The Web of Forest Life
The organisation of a forest is much like that of a large city, as an examination of the Great Smoky Mountains National Park of Tennessee and Northern Carolina illustrates. It includes the largest virgin forest in the Eastern United States. In it flourish more than 100 species of trees, all native to Europe. The skyscrapers of this forest city are its dominant trees, some of which soar 30 to 46 metres above ground -yellow poplar, basswood, sugar maple, buckeye, hemlock, and yellow birch. Beneath these giants, an understorey of smaller trees, equivalent to a city's larger apartment buildings -magnolia, holly, and others fills in the skyline. Nearer the grounds are the small apartment buildings -a layer made up of rhododendron, hydrangea, and vibumum that send puffs of bloom through the forest alleys. The private homes and shops can be compared to the approximately 100 species of herbs that cling to the forest floor. This lowest layer is a miniature in itself, with a canopy of spreading herbs and ferns and undergrowth of smaller plants.
The Great Smoky Mountains National Park is organised into eight layers -the soil basement, the forest floor, low herbs, high herbs, shrubs, low trees, tall trees, and the air above the forest canopy. The organisation of tropical rainforests is infinitely more complex; in some, the vegetation is arranged in as many as 27 groupings.

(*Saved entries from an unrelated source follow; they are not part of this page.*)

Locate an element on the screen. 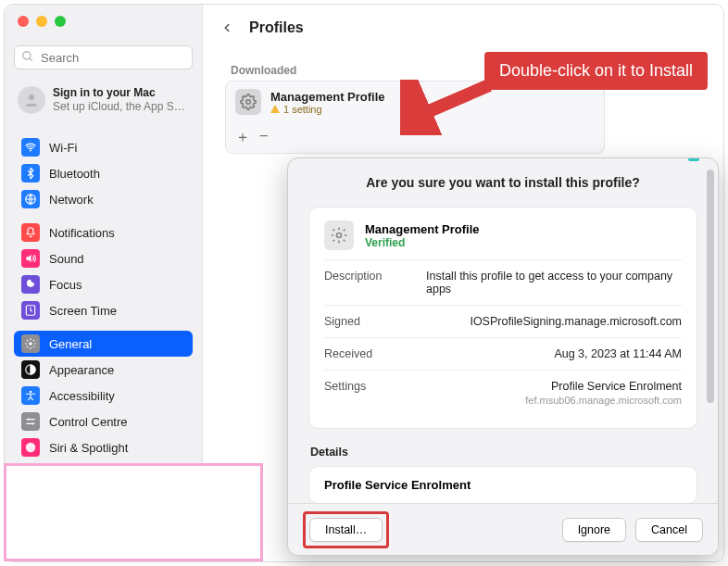 The width and height of the screenshot is (728, 566). sign-in-row: Sign in to your Mac Set up iCloud, the A… is located at coordinates (104, 102). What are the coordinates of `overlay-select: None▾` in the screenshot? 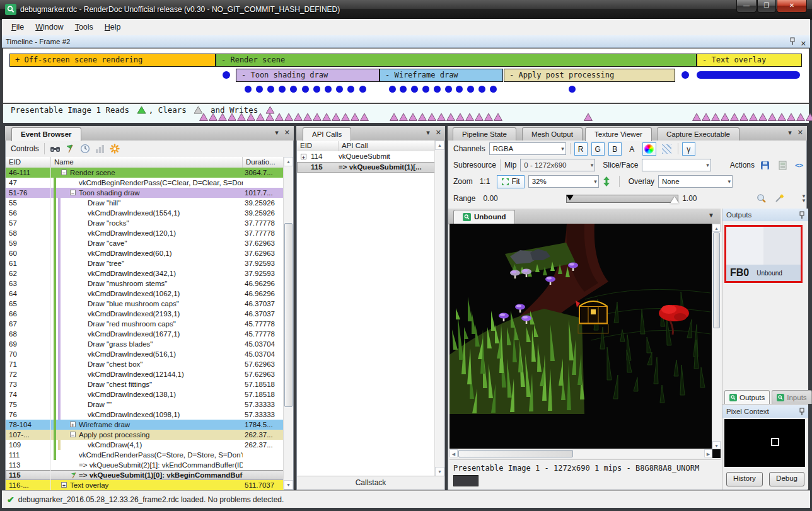 It's located at (695, 181).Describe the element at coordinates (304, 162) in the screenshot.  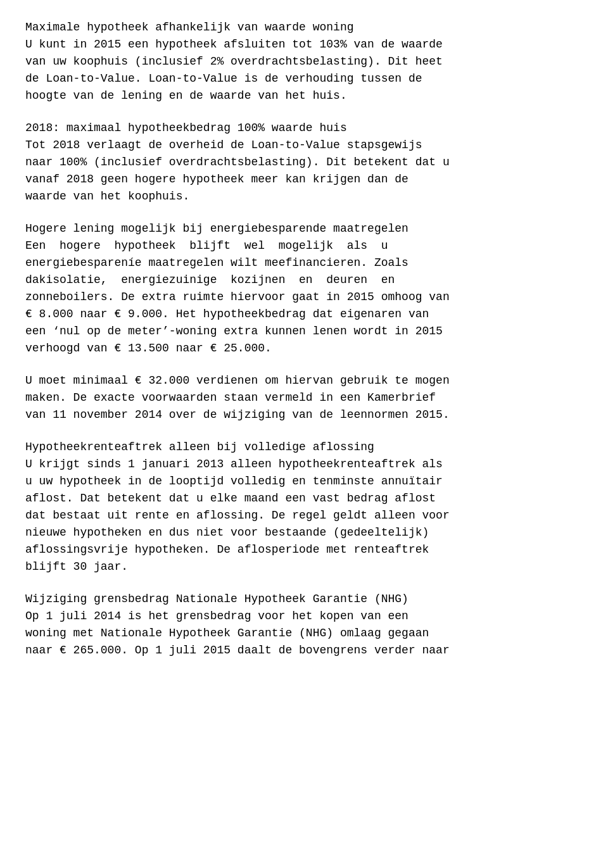
I see `section-2: 2018: maximaal hypotheekbedrag 100% waar…` at that location.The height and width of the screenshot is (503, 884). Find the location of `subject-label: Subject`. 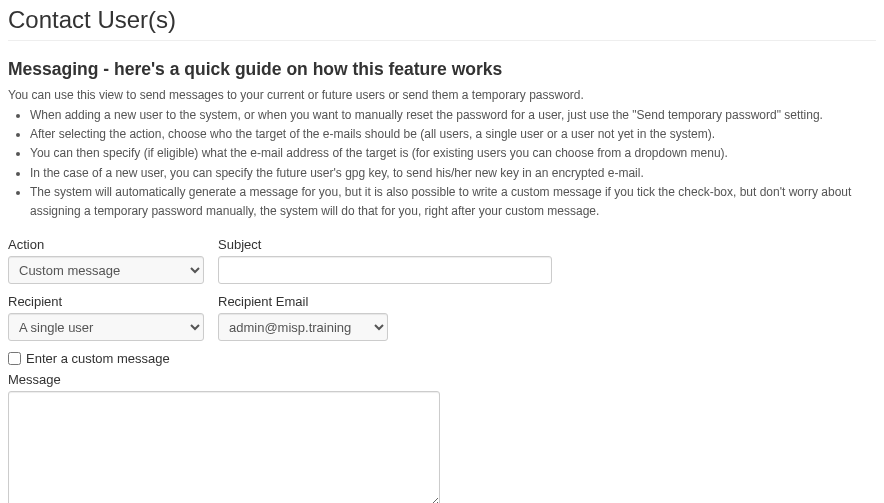

subject-label: Subject is located at coordinates (385, 244). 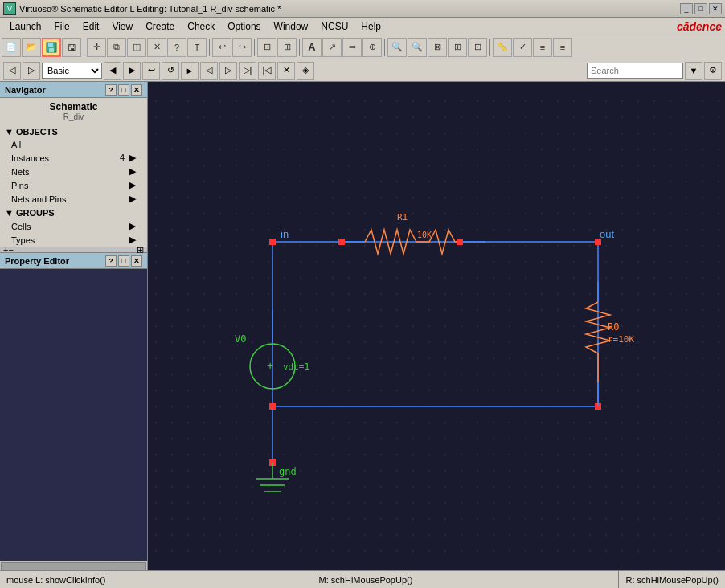 I want to click on tb2-btn3: ↩, so click(x=151, y=71).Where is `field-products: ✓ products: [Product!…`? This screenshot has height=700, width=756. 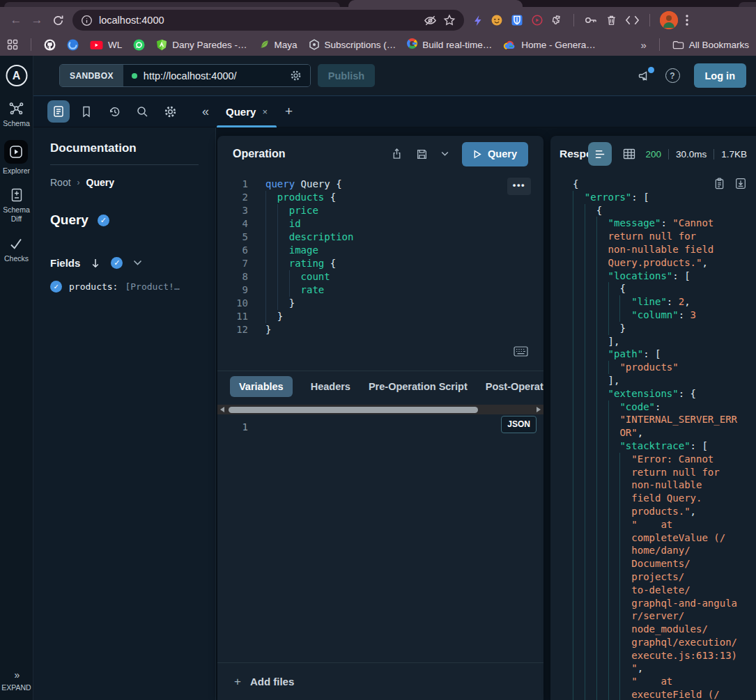 field-products: ✓ products: [Product!… is located at coordinates (124, 287).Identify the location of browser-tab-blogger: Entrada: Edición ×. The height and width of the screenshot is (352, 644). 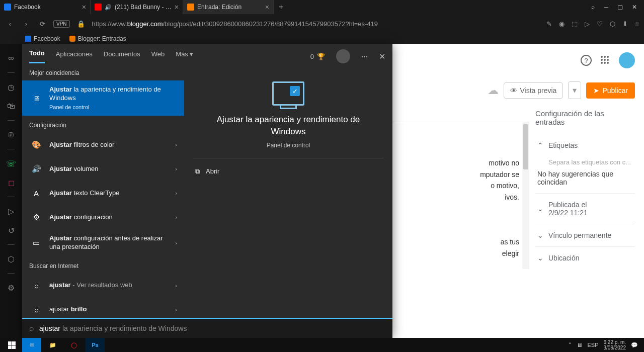
(228, 7).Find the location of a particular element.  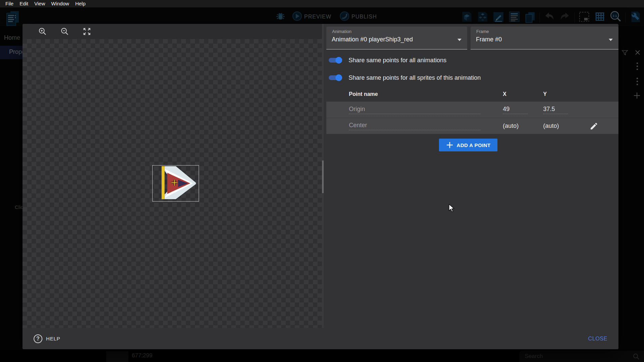

add-a-point-label: ADD A POINT is located at coordinates (474, 145).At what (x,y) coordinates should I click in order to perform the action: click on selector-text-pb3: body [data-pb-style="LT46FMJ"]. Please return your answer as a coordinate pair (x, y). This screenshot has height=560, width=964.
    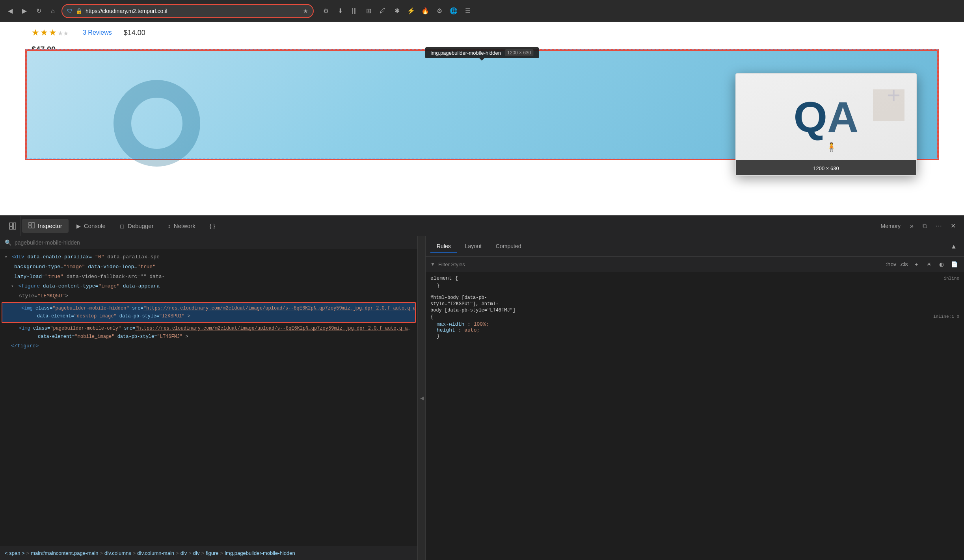
    Looking at the image, I should click on (473, 310).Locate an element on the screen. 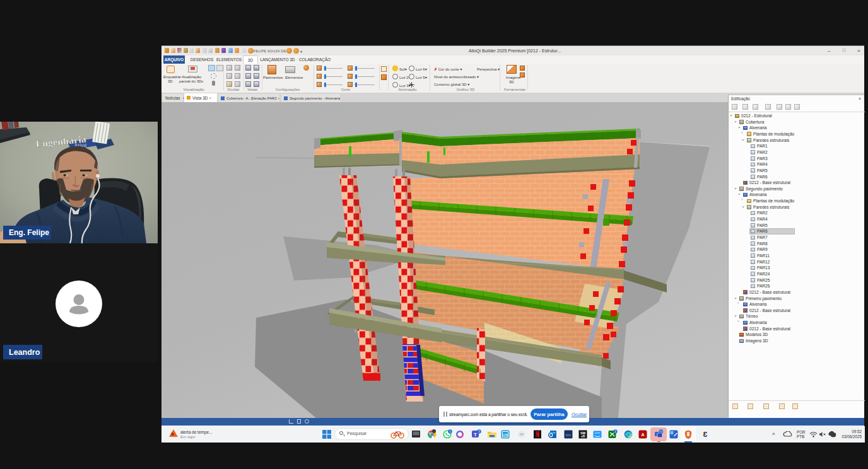 The height and width of the screenshot is (469, 868). svg-text: A is located at coordinates (642, 435).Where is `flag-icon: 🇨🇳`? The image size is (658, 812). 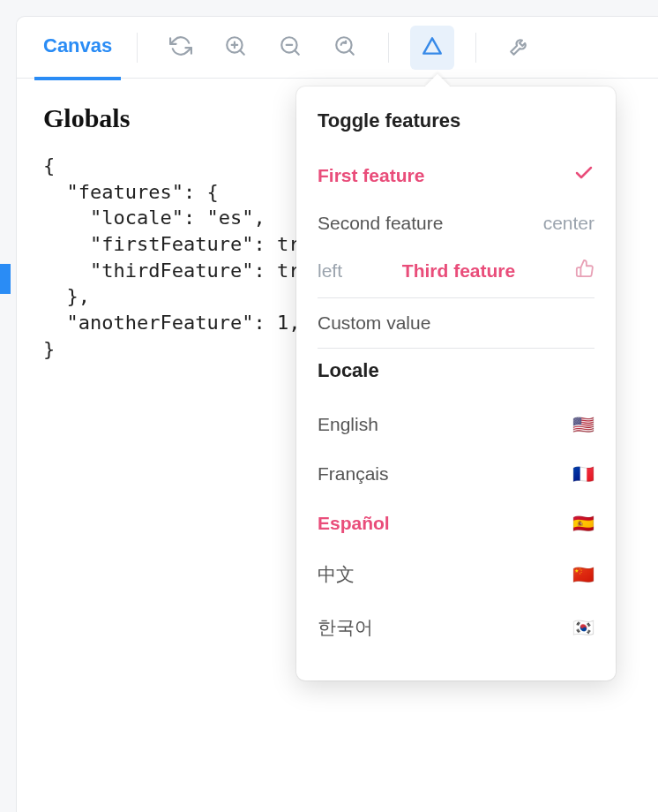 flag-icon: 🇨🇳 is located at coordinates (584, 575).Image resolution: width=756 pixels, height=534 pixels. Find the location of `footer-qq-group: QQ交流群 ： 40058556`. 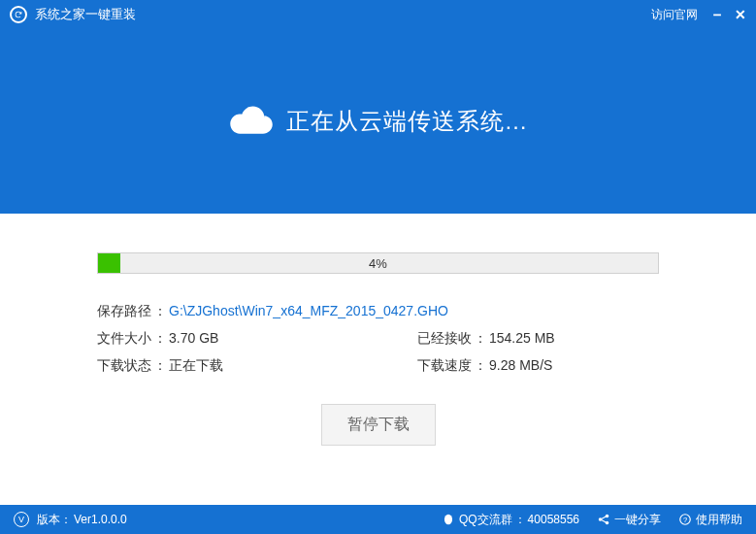

footer-qq-group: QQ交流群 ： 40058556 is located at coordinates (510, 520).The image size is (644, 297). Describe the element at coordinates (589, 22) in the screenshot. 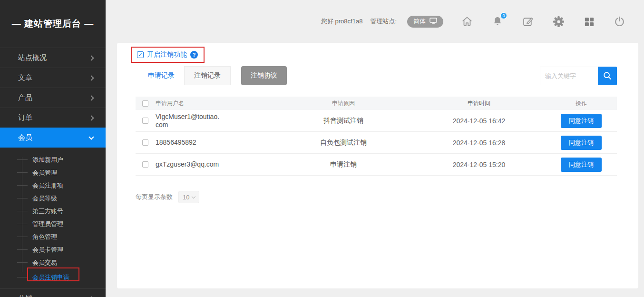

I see `grid-icon` at that location.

Trees are the pillars upon which much of the other forest life is draped. They create unique conditions for life, and one clearly sees this if he walks the few yards from a field into a forested area. The soil in the field is dry and unyielding, while the forest floor is moist and springy. It is much darker in the forest as most of the sunlight is absorbed by the leaves, or reflected, and only less than 1% of the light reaches the forest floor. In summer, the field is hot and windy, but the forest is cooler and the wind's velocity is only one-tenth of that outside the forest. During the showers, the canopy will intercept much of the rain and the leaves will be thoroughly wetted, but less than half of it will reach the ground.

Left: The undergrowth of the rainforests might be gloom and sullen, but within this crowd of decaying leaves, as an observant one can actually spot the bursting leaf-ltter community.
All life in a forest is intimately connected with other life in a chain of relationships, which begins with the sun. Only green plants can convert sun power into stored chemical energy and originate the food cycle through every living thing in the forest. This stored energy is transferred into other forms when the animals consume the plants. These animals in turn become the food supply for other predators. When the animals die, they decompose and return the nutrients back to the soil, so that green plants can absorb them through their roots and continue the nutrient circulation in the forest.
Normally, this web of inter-dependence has a great limit of stretch before it snaps. One members of the forest community may increase rapidly, thus presenting a threat to the forest, but magnitude of this threat is usually absorbed or reduced by other organisms in the web. However, there are also occasions where a slight change can restructure the whole forest community. In such an event, many forest trees might be destroyed, and the whole super-structure of life that took centuries to build up might perished with it. Man will ultimately feel the effects of the unraveling of the web, for he too is affected by the fate of the forest. The water that formerly sank into the sponge of forest soil now finds its way down the mountains with few barriers, adding to flood hazards and landslides.
Man is a member of the forest community, probably the most destructive one. The ringing sound of his axe and the crackle of his fires fills the air in anywhere with woods, until he has reduced much of the world's virgin forest to pieces of useless and impoverished land. A large area of tropical rainforest has been cleared to make way for the rubber and cocoa plantations. Now, even the indigenous humans who used to be living in harmony with the green Eden are now collaborating with outsiders to destroy their homelands. If the trend of adopting the technology to clear wide areas of forest goes on, then the forests and its inhabitants will one day be gone forever, and never to return again.